U.S. District Judge Ricardo M. Urbina is scheduled to hold a hearing Oct. 7 in his Washington courtroom as the habeas cases of 17 Uighurs move ahead.  In the motion filed Wednesday, lawyers asked that four of the 17 be allowed to attend in person, and that the other 13 be allowed to listen in from Guantanamo via a telephone hook-up.   The four would be brought to a military base in Washington, D.C., two days before the hearing, and then be brought to court for the hearing, which their lawyers asked be open to the public.

The Justice Department, which has repeatedly objected to any suggestion that any detainee be brought to the U.S. mainland for any purpose, is expected to oppose the plea to allow even detainees whom the Pentagon no longer considers enemies to enter the U.S.  Of the 17 Uighurs, the Pentagon has indicated it no longer will treat five of them as “enemy combatants.”  But it objects to any of them entering the U.S., even temporarily, while it seeks to place them in other countries; they will not be sent back to their home country of China, out of fear of persecution there.  The Uighur community claims it has long suffered under the Chinese regime.

Judge Urbina has not yet indicated whether he will allow any detainee to be brought to a hearing in his court.  Another judge who is moving along rapidly with detainee cases, District Judge Richard J. Leon, has indicated that detainees can only participate in hearings in his court via a telephone hook-up from Guantanamo.

In addition to asking for arrangements for the Oct. 7 hearing, the Uighurs’ lawyers asked for extensive opportunities to meet with the detainees to prepare them for the proceeding.

“The experience of a judicial hearing,” the motion said, “is likely to be an astonishing one for men who have been confined at Guantanamo Bay for more than six years without exposure to any judicial process and without previous exposure to the American justice system.  It is therefore essential that [their] counsel have a meaningful opportunity to meet with and prepare [them] for the hearing.”
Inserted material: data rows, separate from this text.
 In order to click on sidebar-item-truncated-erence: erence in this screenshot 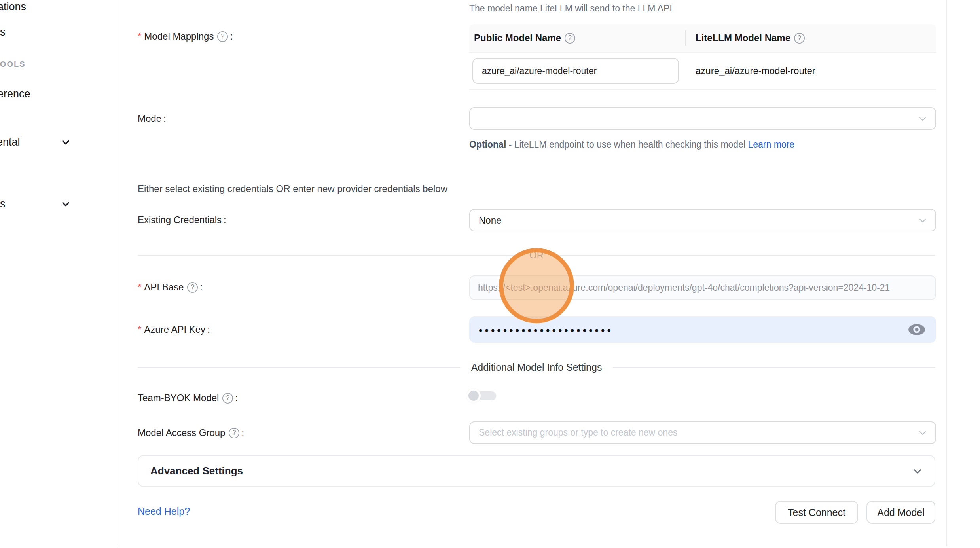, I will do `click(15, 94)`.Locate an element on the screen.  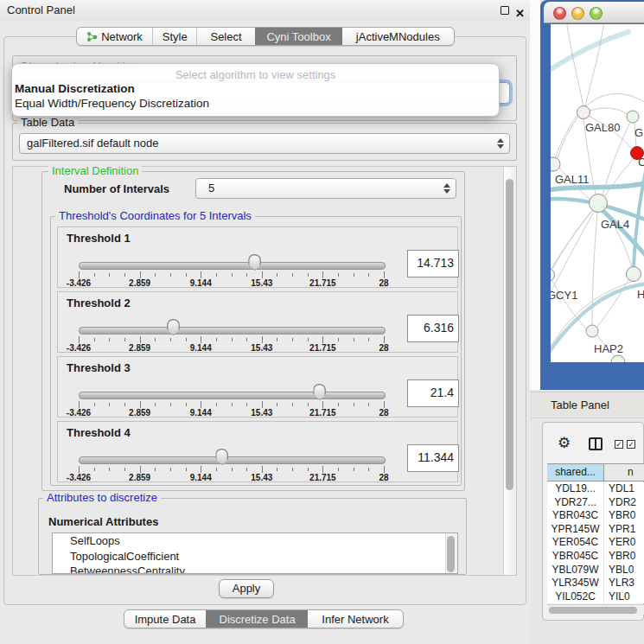
cell-shared-name: YBR045C is located at coordinates (576, 557).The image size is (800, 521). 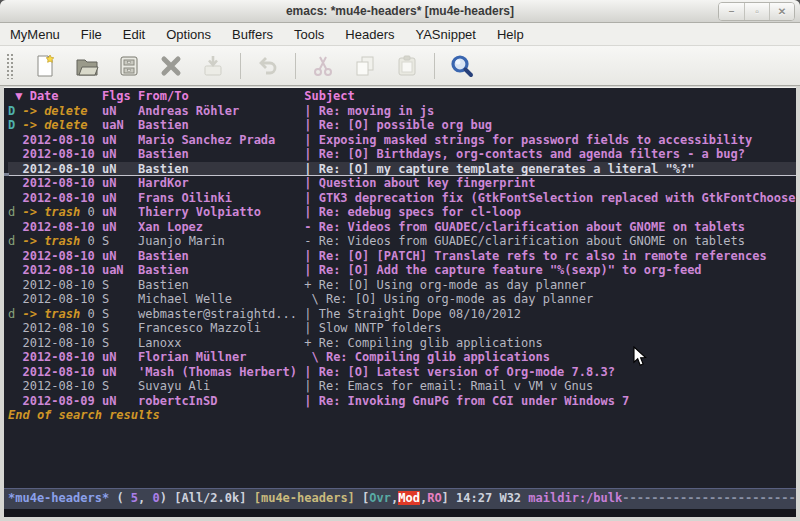 What do you see at coordinates (129, 66) in the screenshot?
I see `save-icon` at bounding box center [129, 66].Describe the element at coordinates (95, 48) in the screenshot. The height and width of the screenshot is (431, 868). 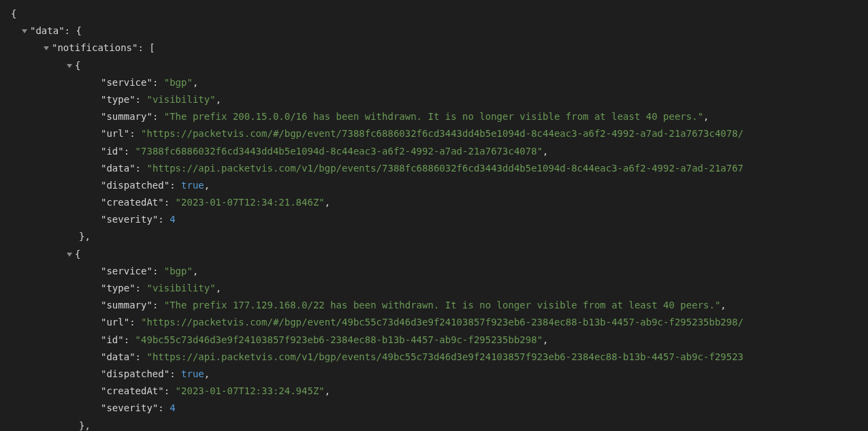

Meanwhile, Senior District Judge Thomas F. Hogan, who is coordinating most of the detainee habeas cases, on Thursday issued a new order to control how classified information is handled in the cases, and to control arrangements for detainees’ lawyers to meet with them at Guantanamo.  It replaces a series of “protective orders” first put in place four years ago.  The new order can be downloaded at this link.